Joseph Benden wrote:
> On Jan 1, 2009, at 10:28 PM, Felipe Bergo wrote:
>
>   
>> The project started with transcoding g.711u to signed linear and the
>> reverse. It was thought that performing other transcoding operations
>> would be reasonably represented by this.
>>
>> Huh ?
>>
>> G711.u / G711.a <=> signed linear transcoding is a trivial table  
>> lookup with no arithmetic workload whatsoever. It does not represent  
>> the CPU-intensive transcoding operations such as G729 / iLBC /  
>> speex, which could benefit from GPU implementations, nor any video  
>> codec.
>>
>> A GPU implementation of G711<=>linear transcoding is probably  
>> wasting more instructions to transfer data from and to the GPU board  
>> than required to perform the transcoding in loco.
>>     
>
>
> The purpose was not to look at vectorizing g.711u, but rather to find  
> the architectural issues surrounding CUDA for advanced audio/video  
> transcoding.
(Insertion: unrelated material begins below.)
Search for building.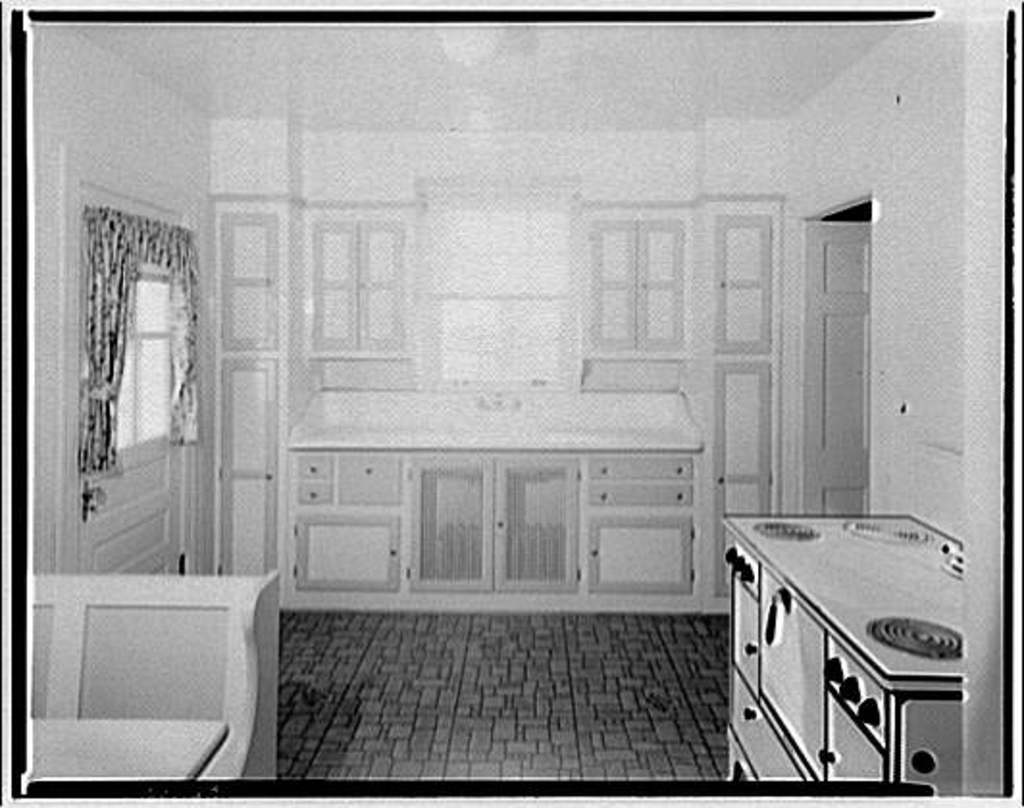
Found at (29,25,1005,777).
The amount of work required to properly support CUDA API  
> is quite large. By re-reading the quick outline of CUDA API  
> requirements in the original message, you'll see what I'm referring  
> to. If CUDA is a potential candidate for addition to Asterisk, these  
> architectural issues will have to be pursued.
>
> The research shows that audio transcoding gains the most current  
> benefit, by using SIMD CPU instructions. This is because SIMD does not  
> require the architectural changes; however, SIMD may require a  
> differing codec algorithm. SIMD requires operating on vectors of  
> floating-point or integer data, in a similar way that CUDA does - so,  
> rewriting codecs using SIMD offers an easier route to CUDA in the  
> future.
>
> Side note: I am working on x86 and x86_64 SSE2 SIMD support within  
> DAHDI for usage by conferencing and echo cancelers. The initial  
> results are very promising, but further testing needs to be done.
>   
Nothing you've said so far says that audio codecs are a problem on a 
CUDA machine, unless you use a extremely dumb way of managing them. 4096 
bytes chunks are no problem, if you do many concurrent channels of 
codec, and you wouldn't bother with CUDA unless you were doing many in 
parallel.

Felipe is right. If you want to see how well audio codecs will run, take 
a serious one for which floating point code is readily available - e.g. 
iLBC - and see what it can really be pushed to.